I think not. The unclean are, in the typology and conceptual world of Isaiah, those who decide not to take the highway, not to take the Holy Way; those, both from Israel and from the other nations, who do not wish to return to Jerusalem, to take the path through the wilderness; in today's terms, those within and outside the church who are unwilling to hear the message - the radically inclusive message of the equality of souls before God - of the Gospel. The transformed society to which we are called relies on each of us playing our part, each of us in whatever position and from whichever part of society hearing the Gospel imperative of love, acknowledging our need for sight; and also welcoming the strangers around, those from Lebanon, those from Walworth, Jew and Greek, male and female, slave and free. For our good and the good of all God's church. So let it never be said that inclusion is not rigorous; or that the Gospel is not demanding.
But let it also never be said that the outworking of the Gospel is not glorious; a wonder. For at the end of the Holy Way is a place and a time to which the ransomed of the Lord shall return, and come to Zion with singing; everlasting joy shall be on their heads, and sorrow and sighing shall flee away. The hope of transformation is implicit in every page of the bible: "Say to those who are of a fearful heart, "Be strong! Do not fear!

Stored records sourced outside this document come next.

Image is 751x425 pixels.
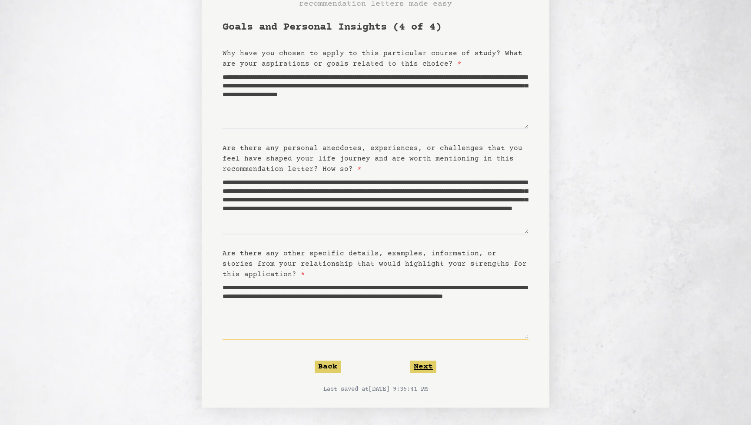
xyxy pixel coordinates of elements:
[223,144,522,173] label: Are there any personal anecdotes, experiences, or challenges that you feel have shaped your life ...
[223,20,529,34] h1: Goals and Personal Insights (4 of 4)
[223,50,522,68] label: Why have you chosen to apply to this particular course of study? What are your aspirations or goa...
[315,360,341,372] button: Back
[223,249,527,278] label: Are there any other specific details, examples, information, or stories from your relationship th...
[410,360,436,372] button: Next
[223,385,529,393] p: Last saved at [DATE] 9:35:41 PM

We have a centre for learning, arts and community in the crypt of my church, called InSpire . It was opened by the Archbishop of Canterbury five years ago this weekend, and every year we hold a lantern procession to celebrate our birthday. This year's was last Friday - Hallowe'en. It was lead by drummers from a project run by and for people with mental health problems. Following them, as darkness fell, was a long line of lanterns, glowing in the dusk. A six foot long shark, light flickering out of its open mouth. A star. Another star. A batch of Chinese lanterns held high on bamboo poles. A moon, held high by a ten-year old kid who had spent the last three weeks making it. Flowers, another fish, a space rocket. All constructed carefully by people of all ages, tissue paper stretched across willow and varnished, carried by mums and grans and kids and dads. African and English, Turkish and Canadian. Taxi drivers, unemployed people, classroom assistants, healthworkers.

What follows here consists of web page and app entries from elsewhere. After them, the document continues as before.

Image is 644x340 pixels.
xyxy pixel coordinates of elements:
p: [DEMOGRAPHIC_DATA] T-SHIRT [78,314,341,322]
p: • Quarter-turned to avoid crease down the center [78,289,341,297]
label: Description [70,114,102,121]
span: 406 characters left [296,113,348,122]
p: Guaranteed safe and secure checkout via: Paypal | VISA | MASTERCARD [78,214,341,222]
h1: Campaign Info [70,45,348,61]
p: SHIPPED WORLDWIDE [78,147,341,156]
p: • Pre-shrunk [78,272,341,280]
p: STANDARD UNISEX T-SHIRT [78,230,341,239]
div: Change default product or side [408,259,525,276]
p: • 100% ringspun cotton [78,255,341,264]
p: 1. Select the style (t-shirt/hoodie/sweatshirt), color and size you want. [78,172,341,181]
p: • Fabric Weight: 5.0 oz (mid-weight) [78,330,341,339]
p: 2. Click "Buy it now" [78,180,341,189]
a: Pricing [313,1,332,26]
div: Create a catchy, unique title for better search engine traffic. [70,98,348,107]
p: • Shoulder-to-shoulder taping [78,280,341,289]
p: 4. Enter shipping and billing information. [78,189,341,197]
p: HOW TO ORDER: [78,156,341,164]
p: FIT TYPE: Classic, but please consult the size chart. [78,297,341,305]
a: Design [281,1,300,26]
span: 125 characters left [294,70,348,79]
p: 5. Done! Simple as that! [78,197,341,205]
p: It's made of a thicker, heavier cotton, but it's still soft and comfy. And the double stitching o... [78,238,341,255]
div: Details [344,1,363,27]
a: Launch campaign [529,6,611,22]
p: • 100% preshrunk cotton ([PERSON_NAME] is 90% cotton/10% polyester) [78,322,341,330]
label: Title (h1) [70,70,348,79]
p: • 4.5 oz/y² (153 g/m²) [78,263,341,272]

We walked slowly from InSpire along the streets on to the Aylesbury, between Missenden and Latimer blocks, stopping in the new kids play area to pick up more from the Aylesbury Youth Project, and back through the Octavia Hill Estate into the garden by the churchyard. By the time we reached the garden complete darkness had fallen. The procession climbed the mound in the centre. From the gates of the church I watched the massed lanterns lifted high in the night, surrounded by the lights of the Portland Street tower blocks and accompanied by the drums. On the eve of All Saints, I thought to myself how appropriate it is that a project that grew out of the church should be trying to bring light in the darkness of the city around it.
I give thanks for the present and the past; for the challenge to the church and to all our institutions implicit in the message of All Saints Sunday; and for the ways in which each of us tries, in our own different ways, to live out the Gospel imperative of radical welcome and inspiration.
Almighty God, you have knit together your elect in one communion and fellowship in the mystical body of your SonChrist our Lord: Give us grace so to follow your blessed saintsin all virtuous and godly living, that we may come to those ineffable joys that you have prepared for those who truly love you; through Jesus Christ our Lord, who with you and the Holy Spirit lives and reigns, one God, in glory everlasting. Amen.